To examine this result, let's first do what physicists always do with a new result, namely test its behavior under various relevant limits. Recall that before, when we assumed the atmospheric longwave absorption to be perfect, the corresponding expression was

\begin{displaymath}T_a=\sqrt[4]{ {{1}\over{2}}}\;T_g.\end{displaymath}

Thus the first requirement we insist our new result must satisfy is that as $\beta\rightarrow 1$ (i.e., as the atmosphere approaches zero longwave absorption, the situation we previously treated as `no atmosphere'), $T_a\rightarrow
0$, an indication that in such a case there is no greenhouse warming of the surface. Examining our new expression shows that it indeed satisfies this condition ( $\lim_{\beta\rightarrow 1}
[(1-\beta)2^{-1}]^{1/4}=0$), which is reassuring. Next, let's consider the case of perfect longwave atmospheric absorption ( $\beta\rightarrow
0$) we have considered before. In this limit, our new expression approaches the old one, namely

\begin{displaymath}\lim_{\beta\rightarrow 0}\sqrt[4]{{{1-\beta}\over{2}}}=
\sqrt[4]{{{1}\over{2}}},\end{displaymath}

which is what we required.
  
Figure 6: The dependence of ground temperature on albedo (vertical axis) and atmospheric longwave absorptivity (horizontal axis). the lower panel shows the values for 3 different albedo values (i.e., it shows a left-to-right cross-section of the upper panel at $\alpha =0.25$, $\alpha =0.50$ and $\alpha =0.75$).

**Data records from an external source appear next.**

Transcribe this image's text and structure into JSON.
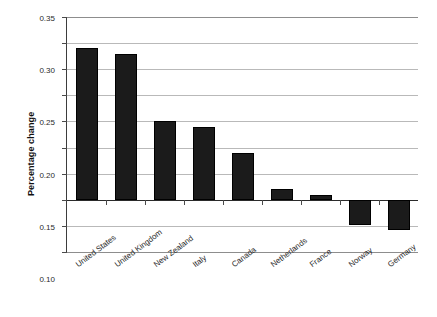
{
  "chart_data": {
    "type": "bar",
    "title": "",
    "subtitle": "",
    "xlabel": "",
    "ylabel": "Percentage change",
    "categories": [
      "United States",
      "United Kingdom",
      "New Zealand",
      "Italy",
      "Canada",
      "Netherlands",
      "France",
      "Norway",
      "Germany"
    ],
    "values": [
      0.29,
      0.28,
      0.15,
      0.14,
      0.09,
      0.02,
      0.01,
      -0.048,
      -0.058
    ],
    "ylim": [
      -0.1,
      0.35
    ],
    "ytick_values": [
      0.35,
      0.3,
      0.25,
      0.2,
      0.15,
      0.1,
      0.05,
      0.0,
      -0.05,
      -0.1
    ],
    "ytick_labels": [
      "0.35",
      "0.30",
      "0.25",
      "0.20",
      "0.15",
      "0.10",
      "0.05",
      "0.0",
      "-0.05",
      "-0.1"
    ],
    "grid": true,
    "legend": false,
    "legend_position": "none",
    "bar_color": "#1b1b1b",
    "gridline_color": "#b9b9b9",
    "axis_color": "#3d3d3d",
    "background_color": "#ffffff",
    "zero_baseline": 0.0,
    "annotations": []
  },
  "axis": {
    "y_title": "Percentage change"
  }
}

Next, let's write down the ground's heat budget,

\begin{displaymath}\overbrace{{{1}\over{4}}S_\circ\left(1-\alpha\right)+\sigma
T_a^4}^{\rm incoming}=\overbrace{\sigma T_g^4}^{\rm outgoing}\end{displaymath}

or

\begin{displaymath}{{1}\over{4\sigma}}S_\circ\left(1-\alpha\right)+ {{1-\beta}\over{2}}
T_g^4= T_g^4.\end{displaymath}

After simplification, this becomes

\begin{displaymath}T_g=\sqrt[4]{ {{S_\circ\left(1-\alpha\right)}\over{4\sigma\left(1-
{{1-\beta}\over{2}}\right)}}},\end{displaymath}

and the atmosphere's temperature is given by

\begin{displaymath}T_a=\sqrt[4]{ {{1-\beta}\over{1+\beta}} {{S_\circ}\over{4\sigma}}
\left(1-\alpha\right)}.\end{displaymath}

The dependence of ground temperature Tg on albedo and atmospheric longwave absorptivity is given in Fig. 6. If you examine the blue curve in Fig. 6's lower panel (which represents a reasonable approximation of the Earth), you can immediately see that atmospheric absorptivity is crucially important. For example, changing $\beta$ from 0.4 to 0.6 yields a ground temperature change of about 8.5K. If this does not impress you, note that surface temperatures during the peak of the last glacial maximum, some 20 thousand years ago, were roughly 3-16K colder than now.